Britain hosted Australia, Hungary and the United States in a test event at the Olympic venue which gave water polo exposure in Britain like it has never had before, and stirred up public excitement about it ahead of the Games proper.

Despite losing all four of their matches, the British team had much to be encouraged by with some rousing performances against the world's best including a narrow 7-6 defeat to the United States.

For 30-year-old Leighton, the current wave of excitement is one she has been riding since 2005 when London was awarded the Games but there have been tough choices along the way.

"As soon as when we won the bid, there were decisions about what do you want do with your life? Do you want to go and work or do you want to do your training?," she said, speaking against the backdrop of 5,000 brand new seats peering over the brightly lit pool.

"Quite a lot of my fiends have houses, proper jobs, kids, and I'm fine without any of that. I decided to make the decision back then that I wanted to try and get to the Olympics."

Leighton works as a swimming teacher in Manchester, where the women's squad is based, and says around half the team have jobs or are studying. Britain, unlike Greece, Hungary and Italy, does not have a professional women's or men's league.

In 2009 the sport received a blow when funding injected to prepare for the Olympics was slashed, but a year later it was buoyed when it received a slight raise.

Leighton shrugs off the impact of the cuts.

"When you come from a sport that's never been funded before, it was brilliant when we got funded. When it was taken away, we were like we still want to do it, it doesn't really change anything, it just means you have to make bigger decisions like do you have to pick up another job."

COMPETITIVE

The sport, played in a pool with football-style goals and often likened to a version of rugby because of its roughness, was developed in Britain in the nineteenth century but the men's team has floundered since a four gold medal haul in the early part of the 20th century, while the women's game only became an Olympic sport in 2000.

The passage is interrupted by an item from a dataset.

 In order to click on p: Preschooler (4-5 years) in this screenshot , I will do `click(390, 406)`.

The British women's qualification was a result of its host nation position, but Leighton is confident the team has done enough to ensure it will be more than competitive come July.

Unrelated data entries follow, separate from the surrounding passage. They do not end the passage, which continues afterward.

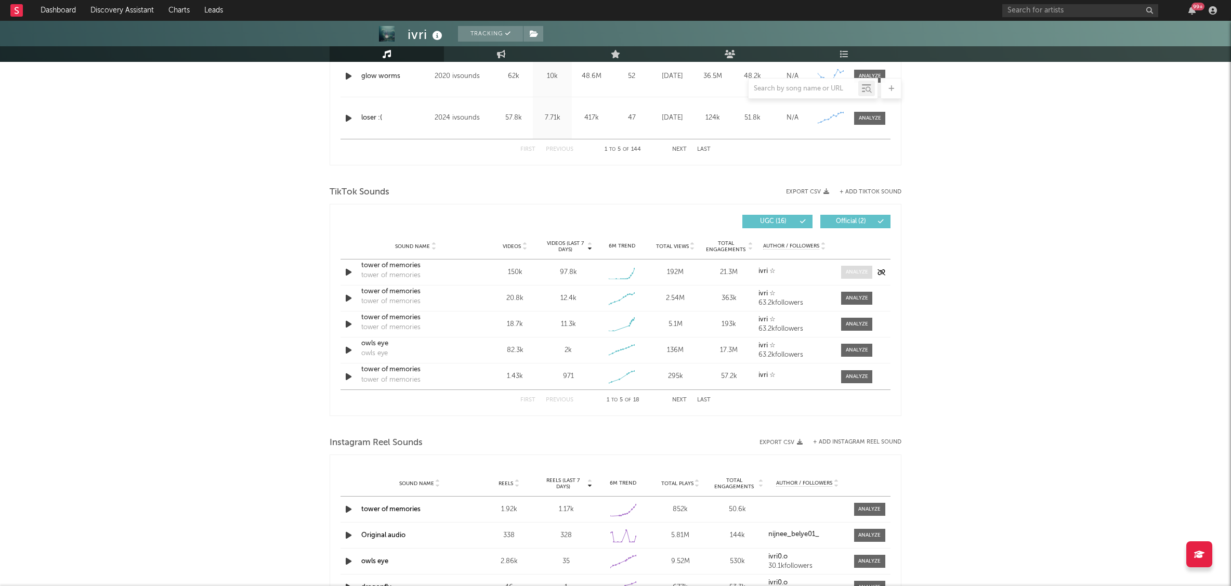 This screenshot has width=1231, height=586. I want to click on span: Sound Name, so click(412, 246). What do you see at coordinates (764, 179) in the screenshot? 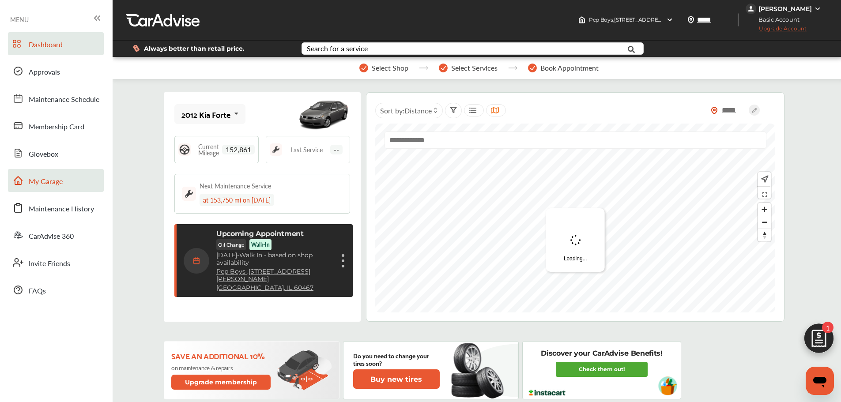
I see `img: recenter.ce011a49.svg` at bounding box center [764, 179].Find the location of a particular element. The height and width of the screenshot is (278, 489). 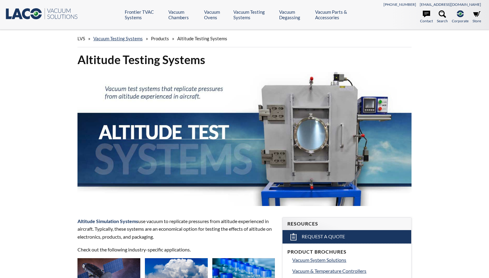

h4: Product Brochures is located at coordinates (347, 252).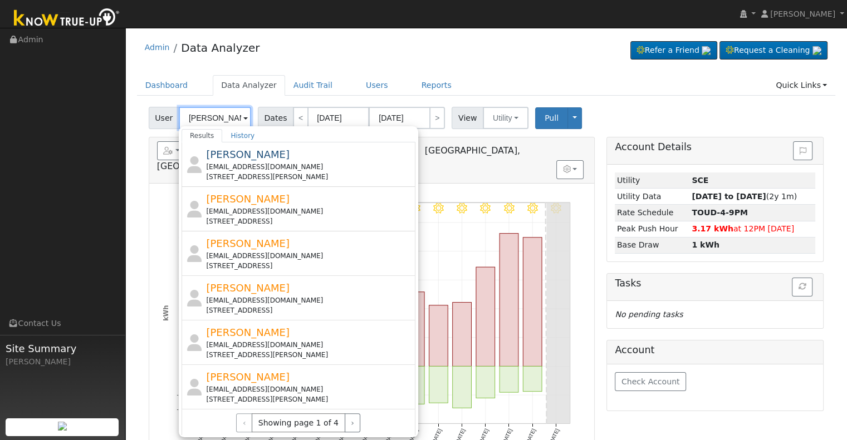 The width and height of the screenshot is (847, 440). What do you see at coordinates (298, 423) in the screenshot?
I see `span: Showing page 1 of 4` at bounding box center [298, 423].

"The Olympic champions (the Netherlands) got knocked out last week and the world champions, Greece, aren't coming to the Olympics, that's a big shock. With the women's games it is one of these where you could come first or last," Leighton said.

"I think for us to come top six would be a massive success."

Their coach, Hungarian Szilveszter Fekete, agreed that the women's game is fluid and said the British team had benefited from its participation in the Hungarian national league last year.

"Women's water polo is very, very equal," Fekete said, while warning that the United States and Australia, who won silver and bronze respectively at the Beijing Olympics, would be tough.

"Physically they are bigger, stronger, and they know everything," he said.

As she gazes out at the stadium seats crowding over Britain's only water polo-specific venue, a giant sloping shoe box-like structure which is temporary, the talk of bigger, stronger opponents does not scare Leighton.